Okay then, as long as you let me dive right in. Thank you very much for your question.
We pointed this out in our presentation. The roadmap is a broad concept, and I also think that it is not very well known on the ground. It is usually done at the national level and it goes directly to the interested organizations, to provincial organizations. It is like there was a national organization with subsidiaries—and that often takes place outside pre-established processes—such as advocacy organizations. We have to ask people what they got. Those organizations often don't even know whether the money came from the roadmap.
Perhaps the roadmap doesn't sell itself very well, though it may do things that take place on the ground. For example, we have talked about translation scholarships in our report. I am very familiar with that because I was the dean of a faculty. So I knew that the funding came from the roadmap, just like the $1 million for the digitization of translation programs at the University of Saint-Boniface, but it was sort of a piecemeal approach.
That is why we are saying that, in the next roadmap, it is important to find a way to circulate information and make it as clear as possible for both advocacy organizations and the groups that benefit from it.
We have a problem when a group receives money and they don't know if it comes from the roadmap, as you said. For example, we can see that infrastructure programs were happening everywhere . But we see nothing that says that it comes from the roadmap. So there is certainly work to do to make the roadmap better known as something that makes things happen, that brings about change, we must admit, but that essentially is not very well known.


▸ What to produce: Scan the entries below. Return every line that includes "ffffff".

▸ Dataset listings of figures:
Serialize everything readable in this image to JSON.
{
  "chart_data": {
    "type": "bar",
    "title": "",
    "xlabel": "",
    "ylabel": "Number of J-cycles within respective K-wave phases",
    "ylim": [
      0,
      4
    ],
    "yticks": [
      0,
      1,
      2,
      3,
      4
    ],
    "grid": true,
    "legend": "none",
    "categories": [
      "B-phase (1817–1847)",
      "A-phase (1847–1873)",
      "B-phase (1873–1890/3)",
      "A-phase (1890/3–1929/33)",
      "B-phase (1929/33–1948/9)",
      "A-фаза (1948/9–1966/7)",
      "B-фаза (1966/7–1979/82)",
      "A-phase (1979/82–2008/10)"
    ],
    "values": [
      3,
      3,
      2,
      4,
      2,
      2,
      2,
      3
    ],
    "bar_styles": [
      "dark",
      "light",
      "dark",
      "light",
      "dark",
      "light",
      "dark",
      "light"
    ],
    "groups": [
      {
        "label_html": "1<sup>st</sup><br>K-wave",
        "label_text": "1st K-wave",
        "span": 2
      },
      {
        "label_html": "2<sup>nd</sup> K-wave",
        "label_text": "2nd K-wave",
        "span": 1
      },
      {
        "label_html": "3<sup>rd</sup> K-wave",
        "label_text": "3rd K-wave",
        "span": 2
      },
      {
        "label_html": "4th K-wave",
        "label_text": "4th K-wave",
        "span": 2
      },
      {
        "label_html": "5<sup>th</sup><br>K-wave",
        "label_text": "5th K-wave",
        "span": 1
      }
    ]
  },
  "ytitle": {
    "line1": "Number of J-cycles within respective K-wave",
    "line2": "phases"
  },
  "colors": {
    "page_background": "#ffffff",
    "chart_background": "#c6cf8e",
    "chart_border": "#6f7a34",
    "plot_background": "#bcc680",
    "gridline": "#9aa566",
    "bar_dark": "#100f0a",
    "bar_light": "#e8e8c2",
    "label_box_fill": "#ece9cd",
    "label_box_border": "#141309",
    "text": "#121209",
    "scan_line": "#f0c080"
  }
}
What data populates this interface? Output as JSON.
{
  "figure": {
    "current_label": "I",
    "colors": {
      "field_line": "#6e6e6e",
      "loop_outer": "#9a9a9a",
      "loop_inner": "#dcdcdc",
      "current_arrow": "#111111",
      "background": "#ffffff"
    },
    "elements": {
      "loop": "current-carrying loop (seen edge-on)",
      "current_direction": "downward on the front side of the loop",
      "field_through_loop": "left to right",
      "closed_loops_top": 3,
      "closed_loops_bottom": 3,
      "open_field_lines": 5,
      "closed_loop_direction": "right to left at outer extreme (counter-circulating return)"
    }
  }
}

▸ Completed task:
    "page_background": "#ffffff",
      "background": "#ffffff"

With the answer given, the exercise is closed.